In 2014, Prabowo ran as a rabble-rousing nationalist populist, and lost. In 2019, he ran as a populist friend of political Islam, and lost again. This time, Prabowo softened his image by employing what has come to be called a gemoy (Indonesian slang for cute, or adorable) campaign, complete with cartoon avatars generated by artificial intelligence (AI), signature dance moves and cuddly caricatures. TikTok was crucial to this image shift, particularly with younger voters. Some pollsters say that the gemoy narrative also enabled Prabowo to increase his appeal among female voters — voters who in previous elections had been wary of his image as a hyper-masculine military figure with a notoriously bad temper.
Rethinking Disinformation
In a sense, Prabowo’s campaign is the opposite of what we understand disinformation to be.
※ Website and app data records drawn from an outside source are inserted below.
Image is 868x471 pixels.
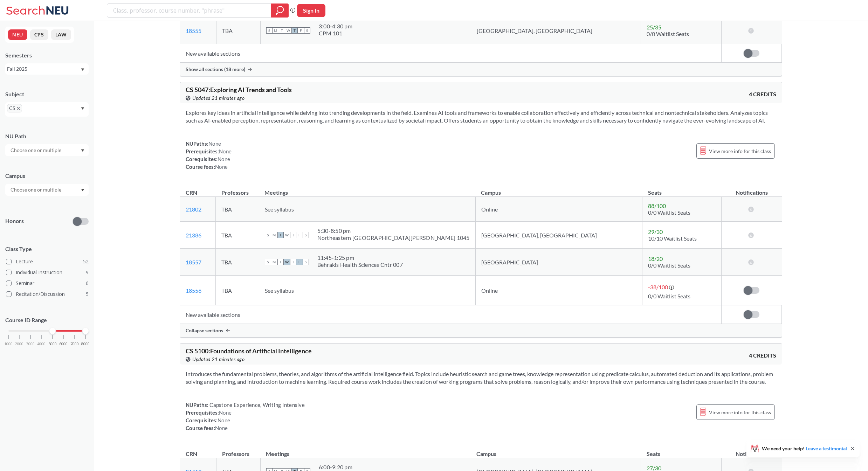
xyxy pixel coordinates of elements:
span: None [219,148,232,154]
input: Choose one or multiple [7,185,66,194]
span: W [285,27,291,33]
div: Behrakis Health Sciences Cntr 007 [317,261,403,268]
div: NUPaths: Prerequisites: Corequisites: Course fees: [185,401,305,432]
span: S [303,232,309,238]
span: 1000 [4,342,13,346]
span: CSX to remove pill [7,104,22,112]
span: None [208,141,221,147]
span: 88 / 100 [648,202,666,209]
span: CS 5047 : Exploring AI Trends and Tools [185,86,291,93]
div: 6:00 - 9:20 pm [319,463,429,470]
a: Leave a testimonial [806,445,847,451]
span: S [303,259,309,265]
th: Seats [642,182,722,197]
span: F [296,232,303,238]
span: M [271,232,278,238]
span: 8000 [81,342,90,346]
th: Professors [216,443,261,458]
label: Recitation/Discussion [6,289,88,299]
div: Fall 2025Dropdown arrow [5,63,88,74]
span: Show all sections (18 more) [185,66,245,73]
span: None [215,424,228,431]
span: None [215,163,228,170]
span: Updated 21 minutes ago [192,356,245,363]
span: S [265,259,271,265]
span: 0/0 Waitlist Seats [648,209,690,216]
div: Semesters [5,52,88,59]
span: 0/0 Waitlist Seats [647,30,689,37]
span: F [298,27,304,33]
div: Collapse sections [180,324,782,337]
span: 6000 [59,342,67,346]
label: Seminar [6,279,88,288]
div: NU Path [5,132,88,140]
p: Honors [5,217,24,225]
button: LAW [51,30,71,40]
span: T [279,27,285,33]
span: 18 / 20 [648,255,662,262]
div: Subject [5,90,88,98]
div: CPM 101 [319,30,353,37]
span: T [290,259,296,265]
span: 4 CREDITS [749,90,776,98]
div: Northeastern [GEOGRAPHIC_DATA][PERSON_NAME] 1045 [317,234,470,241]
td: Online [475,276,642,305]
div: Dropdown arrow [5,183,88,195]
td: [GEOGRAPHIC_DATA], [GEOGRAPHIC_DATA] [471,17,640,44]
td: [GEOGRAPHIC_DATA] [475,248,642,276]
input: Class, professor, course number, "phrase" [112,4,266,16]
a: 21386 [185,232,201,238]
div: Dropdown arrow [5,144,88,156]
span: None [218,156,230,162]
th: Meetings [259,182,475,197]
span: Collapse sections [185,327,223,334]
td: TBA [216,248,259,276]
span: 4000 [37,342,45,346]
span: CS 5100 : Foundations of Artificial Intelligence [185,347,312,354]
span: F [296,259,303,265]
div: Campus [5,172,88,180]
span: Capstone Experience, Writing Intensive [208,402,305,408]
span: View more info for this class [709,147,771,156]
a: 18556 [185,287,201,294]
div: 11:45 - 1:25 pm [317,254,403,261]
p: Course ID Range [5,316,88,324]
button: NEU [8,30,27,40]
div: Show all sections (18 more) [180,62,782,76]
button: Sign In [297,4,326,17]
span: W [284,259,290,265]
span: 0/0 Waitlist Seats [648,262,690,269]
span: 6 [86,279,88,287]
td: Online [475,197,642,221]
th: Meetings [261,443,471,458]
a: 18555 [185,27,201,34]
div: magnifying glass [271,4,289,18]
svg: Dropdown arrow [81,189,85,192]
svg: X to remove pill [17,107,20,110]
td: TBA [216,276,259,305]
th: Campus [471,443,640,458]
div: 3:00 - 4:30 pm [319,23,353,30]
td: TBA [216,17,261,44]
th: Seats [641,443,722,458]
span: T [291,27,298,33]
td: TBA [216,197,259,221]
span: 9 [86,269,88,276]
a: 18557 [185,259,201,265]
span: 5000 [49,342,57,346]
span: See syllabus [265,206,294,212]
div: NUPaths: Prerequisites: Corequisites: Course fees: [185,140,232,170]
button: CPS [30,30,49,40]
span: 25 / 35 [647,24,661,30]
svg: Dropdown arrow [81,68,85,71]
td: New available sections [180,44,722,62]
span: T [278,259,284,265]
span: 0/0 Waitlist Seats [648,293,690,299]
td: TBA [216,221,259,248]
svg: Dropdown arrow [81,149,85,152]
td: New available sections [180,305,722,324]
span: None [218,417,230,423]
th: Campus [475,182,642,197]
label: Lecture [6,257,88,266]
span: 4 CREDITS [749,351,776,359]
Rather than employ negative campaign tactics, the campaign aimed to consistently evoke a positive energy. Prabowo often agreed with and thanked rivals during debates, while avoiding interviews and press conferences that might expose him to difficult questions about his past or scrutinize his future policies.
In this respect, the Indonesian campaign was similar to the 2022 election in the Philippines, although with some key differences. In the Philippines, a former dictator’s son was elected via a triumph of disinformation, and Ferdinand Marcos Jr. refused to even attend debates. Prabowo did not need a barrage of sustained and well-orchestrated TikTok videos whitewashing history by glorifying Indonesia’s authoritarian past. The Prabowo campaign was simpler. It was a fake campaign without fake news. AI was used to sanitize discourse rather than muddy it.
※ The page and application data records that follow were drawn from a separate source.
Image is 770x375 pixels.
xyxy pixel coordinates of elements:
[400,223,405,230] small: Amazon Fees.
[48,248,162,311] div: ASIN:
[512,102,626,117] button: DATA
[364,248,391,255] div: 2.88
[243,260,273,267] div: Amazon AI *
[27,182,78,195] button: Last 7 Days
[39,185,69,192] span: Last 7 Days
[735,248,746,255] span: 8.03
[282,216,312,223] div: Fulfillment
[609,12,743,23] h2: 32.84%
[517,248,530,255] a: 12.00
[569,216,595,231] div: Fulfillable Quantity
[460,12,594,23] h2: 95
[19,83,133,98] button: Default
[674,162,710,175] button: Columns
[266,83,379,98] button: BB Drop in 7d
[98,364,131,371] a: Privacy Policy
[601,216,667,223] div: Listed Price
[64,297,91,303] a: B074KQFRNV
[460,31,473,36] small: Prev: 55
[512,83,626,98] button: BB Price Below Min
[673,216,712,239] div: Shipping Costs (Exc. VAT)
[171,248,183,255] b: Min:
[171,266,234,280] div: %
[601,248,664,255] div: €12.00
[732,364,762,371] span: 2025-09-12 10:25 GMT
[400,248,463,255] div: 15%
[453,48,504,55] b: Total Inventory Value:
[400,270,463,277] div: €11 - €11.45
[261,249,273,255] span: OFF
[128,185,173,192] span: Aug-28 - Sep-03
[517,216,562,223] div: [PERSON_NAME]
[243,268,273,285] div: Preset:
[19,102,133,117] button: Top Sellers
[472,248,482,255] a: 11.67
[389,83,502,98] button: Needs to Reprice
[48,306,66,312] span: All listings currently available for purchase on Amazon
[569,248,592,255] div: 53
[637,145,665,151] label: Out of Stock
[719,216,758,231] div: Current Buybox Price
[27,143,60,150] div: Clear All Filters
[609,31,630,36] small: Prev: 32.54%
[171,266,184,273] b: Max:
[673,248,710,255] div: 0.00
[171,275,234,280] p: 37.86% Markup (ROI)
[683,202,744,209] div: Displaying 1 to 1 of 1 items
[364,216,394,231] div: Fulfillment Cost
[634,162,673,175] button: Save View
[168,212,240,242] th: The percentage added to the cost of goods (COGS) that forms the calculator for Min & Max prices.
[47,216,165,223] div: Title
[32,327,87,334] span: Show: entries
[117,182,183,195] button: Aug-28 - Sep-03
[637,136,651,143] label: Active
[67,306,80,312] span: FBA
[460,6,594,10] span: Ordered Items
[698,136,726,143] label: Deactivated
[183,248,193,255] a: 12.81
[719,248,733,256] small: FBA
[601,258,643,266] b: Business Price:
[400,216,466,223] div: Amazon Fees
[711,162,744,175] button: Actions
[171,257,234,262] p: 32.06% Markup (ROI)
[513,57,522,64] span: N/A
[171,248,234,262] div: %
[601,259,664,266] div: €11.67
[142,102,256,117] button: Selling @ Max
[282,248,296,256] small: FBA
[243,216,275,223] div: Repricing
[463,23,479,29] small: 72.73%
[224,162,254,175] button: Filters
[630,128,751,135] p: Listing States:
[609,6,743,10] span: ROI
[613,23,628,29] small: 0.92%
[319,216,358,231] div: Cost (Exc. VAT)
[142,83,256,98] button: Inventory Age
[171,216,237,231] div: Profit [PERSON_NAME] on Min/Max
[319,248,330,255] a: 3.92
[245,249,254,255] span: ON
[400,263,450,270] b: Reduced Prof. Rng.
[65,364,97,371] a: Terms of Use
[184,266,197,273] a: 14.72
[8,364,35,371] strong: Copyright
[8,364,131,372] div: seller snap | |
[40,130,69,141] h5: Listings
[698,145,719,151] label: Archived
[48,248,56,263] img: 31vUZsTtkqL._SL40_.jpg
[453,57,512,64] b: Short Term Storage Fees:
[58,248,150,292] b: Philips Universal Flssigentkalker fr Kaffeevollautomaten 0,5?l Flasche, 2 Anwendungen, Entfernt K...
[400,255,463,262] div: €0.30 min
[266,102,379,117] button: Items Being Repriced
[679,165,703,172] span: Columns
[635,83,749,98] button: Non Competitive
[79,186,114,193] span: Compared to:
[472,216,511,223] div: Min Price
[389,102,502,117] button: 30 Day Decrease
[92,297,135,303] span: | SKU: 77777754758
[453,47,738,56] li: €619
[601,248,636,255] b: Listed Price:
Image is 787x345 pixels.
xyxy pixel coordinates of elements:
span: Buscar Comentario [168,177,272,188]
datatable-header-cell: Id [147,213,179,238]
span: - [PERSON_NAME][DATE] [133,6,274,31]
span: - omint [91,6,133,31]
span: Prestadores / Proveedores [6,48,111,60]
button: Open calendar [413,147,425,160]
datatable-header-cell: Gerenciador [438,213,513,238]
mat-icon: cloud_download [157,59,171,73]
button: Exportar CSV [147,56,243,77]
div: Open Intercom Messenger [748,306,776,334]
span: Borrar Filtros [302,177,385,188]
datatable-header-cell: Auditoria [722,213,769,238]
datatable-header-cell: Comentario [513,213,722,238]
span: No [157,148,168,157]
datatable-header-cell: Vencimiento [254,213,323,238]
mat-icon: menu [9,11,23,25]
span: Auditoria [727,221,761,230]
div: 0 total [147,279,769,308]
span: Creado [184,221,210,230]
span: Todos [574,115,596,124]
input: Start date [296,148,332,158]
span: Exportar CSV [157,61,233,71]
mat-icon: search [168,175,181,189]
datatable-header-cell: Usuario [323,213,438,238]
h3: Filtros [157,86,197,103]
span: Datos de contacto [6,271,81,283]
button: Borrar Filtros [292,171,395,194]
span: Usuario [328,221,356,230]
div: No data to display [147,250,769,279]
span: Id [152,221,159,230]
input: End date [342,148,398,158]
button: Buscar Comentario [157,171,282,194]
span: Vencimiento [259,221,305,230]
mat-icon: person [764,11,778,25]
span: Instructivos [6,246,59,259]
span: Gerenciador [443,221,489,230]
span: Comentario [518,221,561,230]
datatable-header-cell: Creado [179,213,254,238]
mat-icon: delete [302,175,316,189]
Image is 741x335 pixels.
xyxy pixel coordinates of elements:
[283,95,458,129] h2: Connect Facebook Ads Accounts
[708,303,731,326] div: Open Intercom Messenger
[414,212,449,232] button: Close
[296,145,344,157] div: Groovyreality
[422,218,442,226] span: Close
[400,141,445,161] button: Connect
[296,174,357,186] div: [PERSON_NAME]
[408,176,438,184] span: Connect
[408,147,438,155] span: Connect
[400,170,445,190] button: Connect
This new type of narrative manipulation is a growing phenomenon that scholars are beginning to identify more closely, with El Salvador and India providing other pertinent examples. In Indonesia, Inaya Rakhmani and Muninggar Sri Saraswati have written about the engineering of consent and coercion. Sociologist Nicole Curato described the recent Philippines elections as a campaign of “good vibes and toxic positivity.” Political scientists Sergei Guriev and Daniel Treisman published a book titled Spin Dictators, their term for “a new breed of media-savvy strongmen” who distort information in their redesign of “authoritarian rule for a more sophisticated, globally connected world.”
It is too soon to declare Indonesia under Prabowo as definitively fitting into some form of digital authoritarianism. But the danger here is that new forms of information distortion may fly under the radar, if we are to only see disinformation as foreign computational propaganda and fake news.
Prabowo’s character, in reality, is neither cute nor cuddly, and his new image by no means represents the truth. We must also anticipate that Prabowo, once he is in power, may neglect his makeshift alliance with Jokowi and his son and sideline them both. If that happens, Indonesians who voted for continuity may look back on the 2024 campaign and wonder what it was actually about.
This is the second piece in a series exploring the intersection of technology and pivotal international elections in 2024. The series has been organized by CIGI in partnership with the Centre for the Study of Democratic Institutions (CSDI) at the University of British Columbia.